Problem to work on: Each of the lines below must be retyped character for character.

Items from a dataset:
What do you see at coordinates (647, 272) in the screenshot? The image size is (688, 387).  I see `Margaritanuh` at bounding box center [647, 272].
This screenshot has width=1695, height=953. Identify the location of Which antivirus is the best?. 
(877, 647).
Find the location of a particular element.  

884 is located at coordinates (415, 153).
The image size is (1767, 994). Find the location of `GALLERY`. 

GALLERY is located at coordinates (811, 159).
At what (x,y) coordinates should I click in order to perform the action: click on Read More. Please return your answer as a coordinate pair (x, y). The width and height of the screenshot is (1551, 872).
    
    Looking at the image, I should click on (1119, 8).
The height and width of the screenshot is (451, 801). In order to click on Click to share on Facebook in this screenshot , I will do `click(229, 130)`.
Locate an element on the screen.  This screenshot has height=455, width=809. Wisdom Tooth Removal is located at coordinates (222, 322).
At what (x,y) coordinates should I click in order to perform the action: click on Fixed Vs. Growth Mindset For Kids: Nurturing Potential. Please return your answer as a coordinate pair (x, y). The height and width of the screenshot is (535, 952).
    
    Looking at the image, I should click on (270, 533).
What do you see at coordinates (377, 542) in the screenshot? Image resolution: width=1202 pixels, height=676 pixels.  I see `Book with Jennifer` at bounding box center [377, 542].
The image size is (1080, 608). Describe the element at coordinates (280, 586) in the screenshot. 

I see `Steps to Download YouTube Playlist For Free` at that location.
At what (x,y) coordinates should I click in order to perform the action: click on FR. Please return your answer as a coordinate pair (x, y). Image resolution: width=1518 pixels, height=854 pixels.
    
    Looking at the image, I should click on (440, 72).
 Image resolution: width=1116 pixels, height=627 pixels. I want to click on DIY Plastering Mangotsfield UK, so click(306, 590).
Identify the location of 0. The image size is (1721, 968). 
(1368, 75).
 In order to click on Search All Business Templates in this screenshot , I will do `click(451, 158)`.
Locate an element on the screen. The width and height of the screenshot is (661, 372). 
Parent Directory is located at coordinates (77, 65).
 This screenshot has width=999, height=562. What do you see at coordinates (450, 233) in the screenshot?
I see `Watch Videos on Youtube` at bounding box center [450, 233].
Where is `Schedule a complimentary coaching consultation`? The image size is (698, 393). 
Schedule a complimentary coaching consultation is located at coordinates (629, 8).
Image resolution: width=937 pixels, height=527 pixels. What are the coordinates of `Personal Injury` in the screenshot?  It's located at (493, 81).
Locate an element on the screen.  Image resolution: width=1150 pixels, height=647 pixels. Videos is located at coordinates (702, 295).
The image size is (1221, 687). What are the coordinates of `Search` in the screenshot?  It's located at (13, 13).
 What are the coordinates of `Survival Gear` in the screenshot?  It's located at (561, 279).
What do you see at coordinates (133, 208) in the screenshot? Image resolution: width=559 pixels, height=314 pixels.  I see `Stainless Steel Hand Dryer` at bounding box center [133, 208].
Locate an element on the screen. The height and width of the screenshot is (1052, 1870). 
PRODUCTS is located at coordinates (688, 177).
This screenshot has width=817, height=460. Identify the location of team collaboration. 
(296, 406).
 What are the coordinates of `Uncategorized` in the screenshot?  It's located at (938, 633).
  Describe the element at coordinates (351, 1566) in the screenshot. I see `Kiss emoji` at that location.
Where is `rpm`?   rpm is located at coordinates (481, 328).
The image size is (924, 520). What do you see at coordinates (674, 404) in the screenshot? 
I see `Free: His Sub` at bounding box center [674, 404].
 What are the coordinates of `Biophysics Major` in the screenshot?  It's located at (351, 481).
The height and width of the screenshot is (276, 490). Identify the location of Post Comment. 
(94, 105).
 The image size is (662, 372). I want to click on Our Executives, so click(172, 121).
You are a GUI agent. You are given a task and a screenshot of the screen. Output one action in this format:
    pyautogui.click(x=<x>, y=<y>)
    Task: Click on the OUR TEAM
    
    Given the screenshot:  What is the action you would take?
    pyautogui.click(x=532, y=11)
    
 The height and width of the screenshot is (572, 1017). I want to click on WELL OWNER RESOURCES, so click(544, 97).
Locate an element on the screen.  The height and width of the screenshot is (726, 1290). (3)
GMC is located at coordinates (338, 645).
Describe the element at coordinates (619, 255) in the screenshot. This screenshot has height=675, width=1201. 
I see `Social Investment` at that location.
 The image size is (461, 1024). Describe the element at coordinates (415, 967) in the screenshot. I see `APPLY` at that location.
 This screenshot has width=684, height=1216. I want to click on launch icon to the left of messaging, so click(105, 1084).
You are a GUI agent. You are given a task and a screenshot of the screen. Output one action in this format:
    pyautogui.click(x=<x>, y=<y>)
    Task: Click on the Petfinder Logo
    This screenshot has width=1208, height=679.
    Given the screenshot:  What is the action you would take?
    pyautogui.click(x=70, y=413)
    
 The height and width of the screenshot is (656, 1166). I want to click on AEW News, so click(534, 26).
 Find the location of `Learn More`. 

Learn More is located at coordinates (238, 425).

Response to the exercise:
What do you see at coordinates (647, 272) in the screenshot? The image size is (688, 387).  I see `Margaritanuh` at bounding box center [647, 272].
This screenshot has width=1695, height=953. Identify the location of Which antivirus is the best?. 
(877, 647).
Find the location of a particular element.  

884 is located at coordinates (415, 153).
The image size is (1767, 994). Find the location of `GALLERY`. 

GALLERY is located at coordinates (811, 159).
At what (x,y) coordinates should I click in order to perform the action: click on Read More. Please return your answer as a coordinate pair (x, y). The width and height of the screenshot is (1551, 872).
    
    Looking at the image, I should click on (1119, 8).
The height and width of the screenshot is (451, 801). In order to click on Click to share on Facebook in this screenshot , I will do `click(229, 130)`.
Locate an element on the screen.  This screenshot has height=455, width=809. Wisdom Tooth Removal is located at coordinates (222, 322).
At what (x,y) coordinates should I click in order to perform the action: click on Fixed Vs. Growth Mindset For Kids: Nurturing Potential. Please return your answer as a coordinate pair (x, y). The height and width of the screenshot is (535, 952).
    
    Looking at the image, I should click on (270, 533).
What do you see at coordinates (377, 542) in the screenshot? Image resolution: width=1202 pixels, height=676 pixels.  I see `Book with Jennifer` at bounding box center [377, 542].
The image size is (1080, 608). Describe the element at coordinates (280, 586) in the screenshot. 

I see `Steps to Download YouTube Playlist For Free` at that location.
At what (x,y) coordinates should I click in order to perform the action: click on FR. Please return your answer as a coordinate pair (x, y). Image resolution: width=1518 pixels, height=854 pixels.
    
    Looking at the image, I should click on (440, 72).
 Image resolution: width=1116 pixels, height=627 pixels. I want to click on DIY Plastering Mangotsfield UK, so click(306, 590).
Identify the location of 0. The image size is (1721, 968). 
(1368, 75).
 In order to click on Search All Business Templates in this screenshot , I will do `click(451, 158)`.
Locate an element on the screen. The width and height of the screenshot is (661, 372). 
Parent Directory is located at coordinates (77, 65).
 This screenshot has width=999, height=562. What do you see at coordinates (450, 233) in the screenshot?
I see `Watch Videos on Youtube` at bounding box center [450, 233].
Where is `Schedule a complimentary coaching consultation`? The image size is (698, 393). 
Schedule a complimentary coaching consultation is located at coordinates (629, 8).
Image resolution: width=937 pixels, height=527 pixels. What are the coordinates of `Personal Injury` in the screenshot?  It's located at (493, 81).
Locate an element on the screen.  Image resolution: width=1150 pixels, height=647 pixels. Videos is located at coordinates (702, 295).
The image size is (1221, 687). What are the coordinates of `Search` in the screenshot?  It's located at (13, 13).
 What are the coordinates of `Survival Gear` in the screenshot?  It's located at (561, 279).
What do you see at coordinates (133, 208) in the screenshot? Image resolution: width=559 pixels, height=314 pixels.  I see `Stainless Steel Hand Dryer` at bounding box center [133, 208].
Locate an element on the screen. The height and width of the screenshot is (1052, 1870). 
PRODUCTS is located at coordinates (688, 177).
This screenshot has width=817, height=460. Identify the location of team collaboration. 
(296, 406).
 What are the coordinates of `Uncategorized` in the screenshot?  It's located at (938, 633).
  Describe the element at coordinates (351, 1566) in the screenshot. I see `Kiss emoji` at that location.
Where is `rpm`?   rpm is located at coordinates (481, 328).
The image size is (924, 520). What do you see at coordinates (674, 404) in the screenshot? 
I see `Free: His Sub` at bounding box center [674, 404].
 What are the coordinates of `Biophysics Major` in the screenshot?  It's located at (351, 481).
The height and width of the screenshot is (276, 490). Identify the location of Post Comment. 
(94, 105).
 The image size is (662, 372). I want to click on Our Executives, so click(172, 121).
You are a GUI agent. You are given a task and a screenshot of the screen. Output one action in this format:
    pyautogui.click(x=<x>, y=<y>)
    Task: Click on the OUR TEAM
    
    Given the screenshot:  What is the action you would take?
    pyautogui.click(x=532, y=11)
    
 The height and width of the screenshot is (572, 1017). I want to click on WELL OWNER RESOURCES, so click(544, 97).
Locate an element on the screen.  The height and width of the screenshot is (726, 1290). (3)
GMC is located at coordinates (338, 645).
Describe the element at coordinates (619, 255) in the screenshot. This screenshot has height=675, width=1201. 
I see `Social Investment` at that location.
 The image size is (461, 1024). Describe the element at coordinates (415, 967) in the screenshot. I see `APPLY` at that location.
 This screenshot has width=684, height=1216. I want to click on launch icon to the left of messaging, so click(105, 1084).
You are a GUI agent. You are given a task and a screenshot of the screen. Output one action in this format:
    pyautogui.click(x=<x>, y=<y>)
    Task: Click on the Petfinder Logo
    This screenshot has width=1208, height=679.
    Given the screenshot:  What is the action you would take?
    pyautogui.click(x=70, y=413)
    
 The height and width of the screenshot is (656, 1166). I want to click on AEW News, so click(534, 26).
 Find the location of `Learn More`. 

Learn More is located at coordinates (238, 425).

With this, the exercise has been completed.